Two acts with vastly different origin stories share a stage at Montage Music Hall this May, and the combination is stranger — and more interesting — than it might first appear. Kottonmouth Kings, the hip-hop/punk hybrid that emerged from Southern California in the mid-1990s, co-headlines with A Killers Confession, a modern metal and rock outfit that draws from an entirely different well. The result is a night that defies easy genre categorization.
Kottonmouth Kings built their following over three decades of relentless output and road work, fusing punk energy, hip-hop cadence, and a stoner-culture ethos into something that felt genuinely their own. Hits like “Suburban Life,” “Dog’s Life,” and “Peace Not Greed” gave the band a multi-platinum career and a fanbase that has aged alongside the music without abandoning it. Their live shows have always prioritized energy over perfection, which is exactly the right instinct.
A Killers Confession brings a different dynamic — a metal/rock hybrid with a heavier sonic footprint and songs built around catharsis rather than party anthems. The pairing works because both bands operate on volume and authenticity, even when the specific language differs.
Montage Music Hall in Rochester is a proven house for exactly this kind of alternative heavy bill — not quite metal, not quite hip-hop, but fully committed to whatever it is. For fans of either act individually, or for the curious listener who wants to see what happens when these worlds collide in a small room, this show is worth the trip. Tickets are available through Etix.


The response should reproduce exactly the lines from the top of the listing below through the one that contains "Image is 391x256 pixels.", and nothing else; pictures do not belong in it.

> **INPUT DATA**:
########
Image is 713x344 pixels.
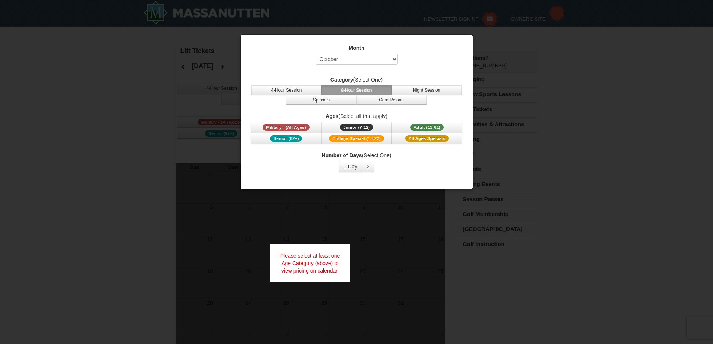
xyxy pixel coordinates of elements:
label: (Select One) [250,76,463,83]
span: College Special (18-22) [329,135,384,142]
button: Military - (All Ages) [251,122,321,133]
strong: Month [349,45,364,51]
span: Adult (13-61) [410,124,444,131]
strong: Number of Days [322,152,362,158]
button: 4-Hour Session [251,85,321,95]
div: Please select at least one Age Category (above) to view pricing on calendar. [270,244,351,282]
button: All Ages Specials [392,133,462,144]
button: Specials [286,95,356,105]
button: Senior (62+) [251,133,321,144]
strong: Ages [326,113,338,119]
button: 8-Hour Session [321,85,391,95]
button: Adult (13-61) [392,122,462,133]
strong: Category [330,77,353,83]
label: (Select all that apply) [250,112,463,120]
span: All Ages Specials [405,135,449,142]
span: Junior (7-12) [340,124,373,131]
label: (Select One) [250,152,463,159]
button: College Special (18-22) [321,133,391,144]
button: Night Session [391,85,462,95]
button: Card Reload [356,95,427,105]
span: Senior (62+) [270,135,302,142]
button: Junior (7-12) [321,122,391,133]
span: Military - (All Ages) [263,124,309,131]
button: 1 Day [339,161,362,172]
button: 2 [361,161,374,172]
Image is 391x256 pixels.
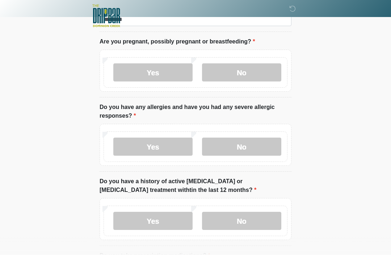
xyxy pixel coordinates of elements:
[202,138,281,157] label: No
[92,5,120,29] img: The DRIPBaR - San Antonio Dominion Creek Logo
[99,38,255,47] label: Are you pregnant, possibly pregnant or breastfeeding?
[99,104,291,121] label: Do you have any allergies and have you had any severe allergic responses?
[99,178,291,195] label: Do you have a history of active [MEDICAL_DATA] or [MEDICAL_DATA] treatment withtin the last 12 mo...
[202,64,281,82] label: No
[113,138,192,157] label: Yes
[113,64,192,82] label: Yes
[202,213,281,231] label: No
[113,213,192,231] label: Yes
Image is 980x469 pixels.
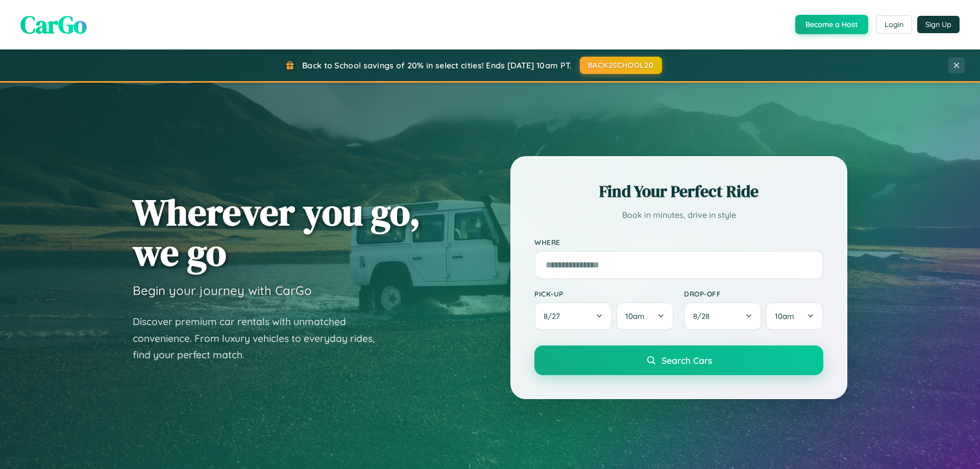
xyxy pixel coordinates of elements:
span: Search Cars [661,355,712,366]
h3: Begin your journey with CarGo [133,283,312,299]
button: 10am [765,302,823,331]
label: Where [535,238,823,247]
span: 8 / 27 [543,311,565,321]
span: 10am [775,311,794,321]
button: Sign Up [917,16,960,33]
h1: Wherever you go, we go [133,192,421,273]
button: 8/28 [684,302,762,331]
button: 8/27 [535,302,612,331]
span: CarGo [20,8,86,41]
button: Search Cars [535,346,823,375]
button: Become a Host [795,15,868,34]
p: Discover premium car rentals with unmatched convenience. From luxury vehicles to everyday rides, ... [133,314,388,364]
span: Back to School savings of 20% in select cities! Ends [DATE] 10am PT. [302,61,572,70]
p: Book in minutes, drive in style [535,208,823,223]
button: 10am [616,302,674,331]
span: 8 / 28 [693,311,715,321]
h2: Find Your Perfect Ride [535,180,823,202]
button: BACK2SCHOOL20 [580,57,662,74]
button: Login [876,15,912,34]
label: Pick-up [535,290,674,299]
label: Drop-off [684,290,823,299]
span: 10am [625,311,644,321]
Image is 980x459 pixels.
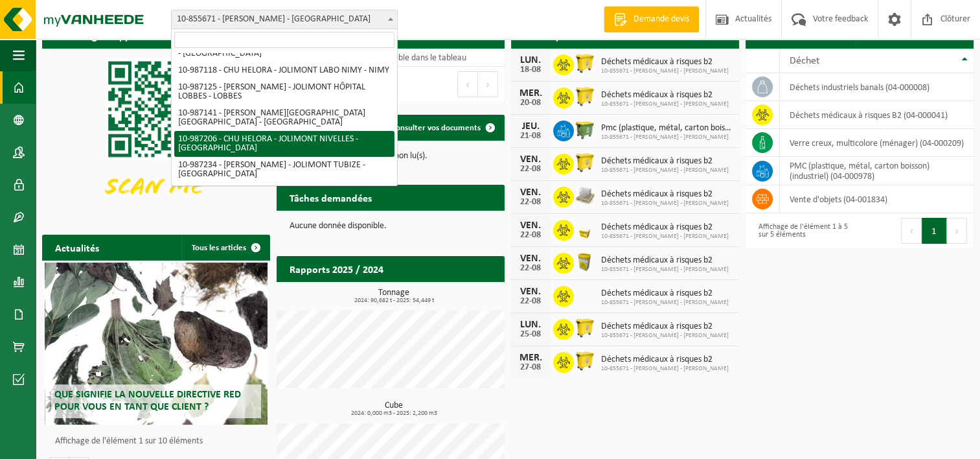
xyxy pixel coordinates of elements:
[518,287,544,296] div: VEN.
[518,253,544,264] div: VEN.
[182,235,269,261] a: Tous les articles
[780,73,973,101] td: déchets industriels banals (04-000008)
[601,354,729,365] span: Déchets médicaux à risques b2
[290,222,492,231] p: Aucune donnée disponible.
[174,131,395,157] li: 10-987206 - CHU HELORA - JOLIMONT NIVELLES - [GEOGRAPHIC_DATA]
[518,66,544,74] div: 18-08
[174,62,395,79] li: 10-987118 - CHU HELORA - JOLIMONT LABO NIMY - NIMY
[518,352,544,363] div: MER.
[171,10,398,29] span: 10-855671 - CHU HELORA - JOLIMONT KENNEDY - MONS
[518,164,544,174] div: 22-08
[478,71,498,98] button: Next
[601,200,729,208] span: 10-855671 - [PERSON_NAME] - [PERSON_NAME]
[601,289,729,298] span: Déchets médicaux à risques b2
[601,332,729,340] span: 10-855671 - [PERSON_NAME] - [PERSON_NAME]
[752,216,853,245] div: Affichage de l'élément 1 à 5 sur 5 éléments
[947,218,967,243] button: Next
[44,263,268,425] a: Que signifie la nouvelle directive RED pour vous en tant que client ?
[604,7,699,33] a: Demande devis
[601,189,729,200] span: Déchets médicaux à risques b2
[601,90,729,100] span: Déchets médicaux à risques b2
[518,231,544,239] div: 22-08
[780,157,973,185] td: PMC (plastique, métal, carton boisson) (industriel) (04-000978)
[518,131,544,141] div: 21-08
[518,187,544,198] div: VEN.
[518,121,544,131] div: JEU.
[518,320,544,330] div: LUN.
[518,220,544,231] div: VEN.
[601,365,729,373] span: 10-855671 - [PERSON_NAME] - [PERSON_NAME]
[42,235,112,260] h2: Actualités
[574,251,596,273] img: LP-SB-00045-CRB-21
[601,233,729,240] span: 10-855671 - [PERSON_NAME] - [PERSON_NAME]
[518,330,544,339] div: 25-08
[901,218,922,243] button: Previous
[780,101,973,129] td: déchets médicaux à risques B2 (04-000041)
[172,11,397,29] span: 10-855671 - CHU HELORA - JOLIMONT KENNEDY - MONS
[601,156,729,166] span: Déchets médicaux à risques b2
[392,281,503,307] a: Consulter les rapports
[574,152,596,174] img: WB-0770-HPE-YW-14
[458,71,478,98] button: Previous
[518,98,544,107] div: 20-08
[174,79,395,105] li: 10-987125 - [PERSON_NAME] - JOLIMONT HÔPITAL LOBBES - LOBBES
[601,255,729,266] span: Déchets médicaux à risques b2
[601,266,729,273] span: 10-855671 - [PERSON_NAME] - [PERSON_NAME]
[518,88,544,98] div: MER.
[780,185,973,213] td: vente d'objets (04-001834)
[790,56,820,66] span: Déchet
[574,86,596,107] img: WB-0770-HPE-YW-14
[283,410,505,417] span: 2024: 0,000 m3 - 2025: 2,200 m3
[574,218,596,239] img: LP-SB-00030-HPE-C6
[922,218,947,243] button: 1
[601,298,729,306] span: 10-855671 - [PERSON_NAME] - [PERSON_NAME]
[601,222,729,233] span: Déchets médicaux à risques b2
[631,13,692,26] span: Demande devis
[55,436,264,446] p: Affichage de l'élément 1 sur 10 éléments
[283,401,505,417] h3: Cube
[518,264,544,273] div: 22-08
[174,105,395,131] li: 10-987141 - [PERSON_NAME][GEOGRAPHIC_DATA] [GEOGRAPHIC_DATA] - [GEOGRAPHIC_DATA]
[601,133,733,141] span: 10-855671 - [PERSON_NAME] - [PERSON_NAME]
[54,389,241,412] span: Que signifie la nouvelle directive RED pour vous en tant que client ?
[391,124,481,132] span: Consulter vos documents
[283,297,505,304] span: 2024: 90,682 t - 2025: 54,449 t
[518,363,544,372] div: 27-08
[42,48,270,220] img: Download de VHEPlus App
[601,100,729,108] span: 10-855671 - [PERSON_NAME] - [PERSON_NAME]
[518,55,544,66] div: LUN.
[601,166,729,174] span: 10-855671 - [PERSON_NAME] - [PERSON_NAME]
[574,119,596,141] img: WB-1100-HPE-GN-50
[601,68,729,75] span: 10-855671 - [PERSON_NAME] - [PERSON_NAME]
[276,184,385,210] h2: Tâches demandées
[174,157,395,183] li: 10-987234 - [PERSON_NAME] - JOLIMONT TUBIZE - [GEOGRAPHIC_DATA]
[574,350,596,372] img: WB-0770-HPE-YW-14
[574,184,596,207] img: LP-PA-00000-WDN-11
[574,52,596,74] img: WB-0770-HPE-YW-14
[574,317,596,339] img: WB-0770-HPE-YW-14
[381,115,503,141] a: Consulter vos documents
[601,57,729,68] span: Déchets médicaux à risques b2
[601,322,729,332] span: Déchets médicaux à risques b2
[780,129,973,157] td: verre creux, multicolore (ménager) (04-000209)
[518,155,544,164] div: VEN.
[276,256,397,281] h2: Rapports 2025 / 2024
[601,123,733,133] span: Pmc (plastique, métal, carton boisson) (industriel)
[518,296,544,306] div: 22-08
[283,289,505,304] h3: Tonnage
[518,198,544,207] div: 22-08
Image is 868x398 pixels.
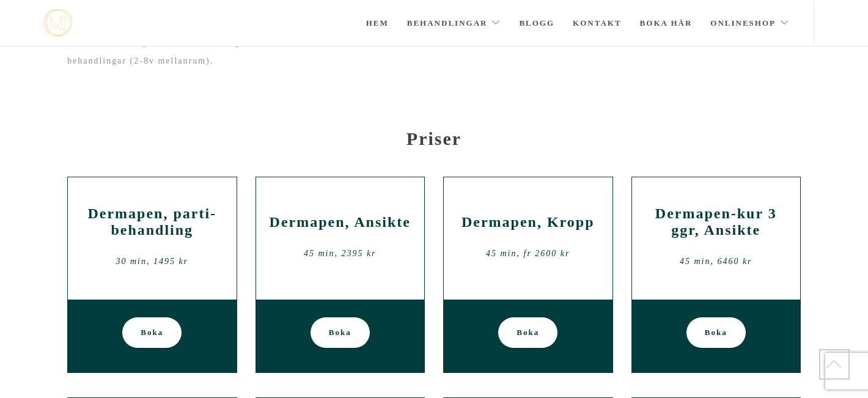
########
> **REPLY TO THE EXERCISE**:
Image is 713x344 pixels.
xyxy pixel coordinates of elements:
label: (Select One) [250,76,463,83]
span: College Special (18-22) [329,135,384,142]
button: Military - (All Ages) [251,122,321,133]
strong: Month [349,45,364,51]
span: Adult (13-61) [410,124,444,131]
strong: Number of Days [322,152,362,158]
button: 4-Hour Session [251,85,321,95]
div: Please select at least one Age Category (above) to view pricing on calendar. [270,244,351,282]
button: All Ages Specials [392,133,462,144]
button: Specials [286,95,356,105]
button: Senior (62+) [251,133,321,144]
strong: Ages [326,113,338,119]
button: 8-Hour Session [321,85,391,95]
button: Adult (13-61) [392,122,462,133]
strong: Category [330,77,353,83]
label: (Select all that apply) [250,112,463,120]
span: All Ages Specials [405,135,449,142]
span: Junior (7-12) [340,124,373,131]
label: (Select One) [250,152,463,159]
button: College Special (18-22) [321,133,391,144]
button: Night Session [391,85,462,95]
button: Card Reload [356,95,427,105]
span: Senior (62+) [270,135,302,142]
button: Junior (7-12) [321,122,391,133]
span: Military - (All Ages) [263,124,309,131]
button: 1 Day [339,161,362,172]
button: 2 [361,161,374,172]
Image is 391x256 pixels.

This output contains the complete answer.